Jostled, Esra wrapped his scarf over his head as securely as possible and clung miserably to Umbra as the rain grew heavy, until finally, they were riding through a downpour. Vaughn stamped steadily on, seemingly the only one not discomforted.
“Can feel you shaking, Esra,” said Umbra, just audible over the rain.
“... m’sorry.”
Esra had stayed close to Umbra’s broad back so his front wouldn’t get wet, his eyes scrunched up, his breath coming in wheezing gasps. The sound of raindrops hitting the ground drowned out everything. Cold wetness seeped into his wool clothing, trickled over his skin.

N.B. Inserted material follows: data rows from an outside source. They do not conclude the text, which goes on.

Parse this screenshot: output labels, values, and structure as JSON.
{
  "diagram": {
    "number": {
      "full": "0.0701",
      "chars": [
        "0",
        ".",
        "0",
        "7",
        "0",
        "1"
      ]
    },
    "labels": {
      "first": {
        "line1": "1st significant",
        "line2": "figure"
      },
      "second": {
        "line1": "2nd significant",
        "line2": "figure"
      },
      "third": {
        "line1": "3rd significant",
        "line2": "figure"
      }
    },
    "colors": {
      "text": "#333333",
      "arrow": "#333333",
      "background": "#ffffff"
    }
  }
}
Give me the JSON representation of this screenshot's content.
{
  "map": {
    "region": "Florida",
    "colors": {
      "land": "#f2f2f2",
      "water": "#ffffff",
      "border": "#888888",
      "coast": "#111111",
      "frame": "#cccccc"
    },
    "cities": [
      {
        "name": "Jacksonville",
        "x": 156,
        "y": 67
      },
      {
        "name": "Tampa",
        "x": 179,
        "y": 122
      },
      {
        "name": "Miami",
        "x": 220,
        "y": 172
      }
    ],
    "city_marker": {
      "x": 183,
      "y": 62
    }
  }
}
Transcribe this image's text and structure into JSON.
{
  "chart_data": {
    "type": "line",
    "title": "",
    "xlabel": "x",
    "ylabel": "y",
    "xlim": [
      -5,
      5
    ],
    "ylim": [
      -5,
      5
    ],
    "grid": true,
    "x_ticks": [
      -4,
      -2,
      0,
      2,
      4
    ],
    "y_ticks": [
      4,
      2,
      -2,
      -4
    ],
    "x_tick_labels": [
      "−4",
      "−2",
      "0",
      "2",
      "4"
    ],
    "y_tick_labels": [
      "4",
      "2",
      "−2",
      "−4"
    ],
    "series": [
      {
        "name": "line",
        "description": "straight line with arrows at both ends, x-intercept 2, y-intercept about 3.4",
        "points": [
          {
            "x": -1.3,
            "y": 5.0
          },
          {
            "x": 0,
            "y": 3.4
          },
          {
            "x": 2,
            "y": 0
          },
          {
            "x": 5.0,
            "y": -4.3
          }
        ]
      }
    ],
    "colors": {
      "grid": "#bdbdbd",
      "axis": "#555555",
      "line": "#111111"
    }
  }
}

Umbra petted Esra’s knee, an attempt at comfort.
“There's a Reaper’s Rest around here somewhere,” he called back. “I've stayed in it before. Stay close, Esra, and don’t get too wet.”
He urged Vaughn faster, and a terrified Esra tightened his grip around Umbra’s waist as they launched into a gallop down the road.
* * *
By the time they reached their destination, Esra was soaked through, and exhausted.

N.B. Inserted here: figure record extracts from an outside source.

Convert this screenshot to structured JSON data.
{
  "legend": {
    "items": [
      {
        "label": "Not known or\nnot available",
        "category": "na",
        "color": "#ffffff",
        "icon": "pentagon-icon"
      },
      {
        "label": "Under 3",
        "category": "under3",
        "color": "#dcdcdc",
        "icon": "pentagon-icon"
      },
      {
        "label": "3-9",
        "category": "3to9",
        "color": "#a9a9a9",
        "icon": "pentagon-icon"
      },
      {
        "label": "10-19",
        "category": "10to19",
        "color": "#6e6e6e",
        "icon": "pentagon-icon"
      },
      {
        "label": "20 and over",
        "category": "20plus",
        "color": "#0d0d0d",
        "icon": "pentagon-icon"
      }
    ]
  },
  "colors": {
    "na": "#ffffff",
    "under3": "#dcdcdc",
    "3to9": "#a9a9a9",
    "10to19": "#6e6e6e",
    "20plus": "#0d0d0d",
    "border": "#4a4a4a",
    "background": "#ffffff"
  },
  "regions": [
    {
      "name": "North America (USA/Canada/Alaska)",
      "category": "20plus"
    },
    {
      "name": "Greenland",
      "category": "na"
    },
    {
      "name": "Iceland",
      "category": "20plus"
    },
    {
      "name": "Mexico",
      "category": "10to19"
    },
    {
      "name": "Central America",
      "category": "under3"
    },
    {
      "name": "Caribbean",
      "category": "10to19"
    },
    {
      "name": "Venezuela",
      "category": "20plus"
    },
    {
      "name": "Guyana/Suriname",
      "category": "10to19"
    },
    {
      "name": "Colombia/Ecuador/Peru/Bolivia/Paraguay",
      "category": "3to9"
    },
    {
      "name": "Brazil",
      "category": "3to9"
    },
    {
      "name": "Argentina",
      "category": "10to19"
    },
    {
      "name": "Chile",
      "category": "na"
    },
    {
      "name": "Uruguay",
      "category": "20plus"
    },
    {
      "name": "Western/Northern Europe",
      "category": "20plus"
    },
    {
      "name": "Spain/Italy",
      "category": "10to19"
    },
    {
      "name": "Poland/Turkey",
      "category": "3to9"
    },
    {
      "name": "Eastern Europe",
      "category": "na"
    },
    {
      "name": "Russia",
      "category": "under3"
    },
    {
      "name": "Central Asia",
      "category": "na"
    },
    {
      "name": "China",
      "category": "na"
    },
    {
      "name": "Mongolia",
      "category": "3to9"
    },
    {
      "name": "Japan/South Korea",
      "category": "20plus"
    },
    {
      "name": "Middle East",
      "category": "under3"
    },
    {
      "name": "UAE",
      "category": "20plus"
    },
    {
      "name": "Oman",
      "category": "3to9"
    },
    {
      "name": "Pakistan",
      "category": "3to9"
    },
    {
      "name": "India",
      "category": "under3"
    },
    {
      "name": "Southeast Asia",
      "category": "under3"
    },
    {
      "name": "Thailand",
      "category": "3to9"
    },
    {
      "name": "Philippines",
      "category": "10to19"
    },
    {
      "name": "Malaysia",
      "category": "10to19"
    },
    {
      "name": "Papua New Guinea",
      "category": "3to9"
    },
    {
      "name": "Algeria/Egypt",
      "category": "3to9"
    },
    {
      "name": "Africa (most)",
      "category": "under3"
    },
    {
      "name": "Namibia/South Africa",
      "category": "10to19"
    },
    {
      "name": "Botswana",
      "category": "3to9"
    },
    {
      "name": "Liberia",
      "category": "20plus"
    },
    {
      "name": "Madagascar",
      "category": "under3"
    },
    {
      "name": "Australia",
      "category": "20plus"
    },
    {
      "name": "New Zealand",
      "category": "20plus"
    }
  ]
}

The youth was the first to dismount, slipping bonelessly off the horse like a wet blanket, nearly falling over as his feet hit the muddy ground. His legs felt watery, and he struggled to stand steady. Rain trickled down the back of his neck where the scarf had shifted. His breeches were stuck to him, a second skin.
He stared miserably at the puddled ground beneath his feet, and tried not to tremble so noticeably. Through the rain, he heard Umbra heavily dismount, and then a large hand soothed over his shoulder, drew him close to an armored chest.
“We're here,” grunted Umbra, his voice hot in Esra’s ear. He pointed off the road.
It was so dark that he found it hard to recognise anything but mud and trees, but if he squinted, he could see that down a trail into the woods was a stone windowless hut. It looked ancient. Moss and plants had grown into the rocks and walls, part of the structure itself. There was a scythe in the shape of Umbra’s tattoo chiselled over the door.
Umbra rubbed his shoulder. “You get inside and make the place ready. I need to look after Vaughn.”
* * *
It was as cold inside as it was outside, but once Esra started the fire, the enclosed nature of the room meant it grew warm quickly enough. He pulled off his cloak and scarf, and hung them on the wall hooks to dry. In the flickering orange light, he took in his surroundings.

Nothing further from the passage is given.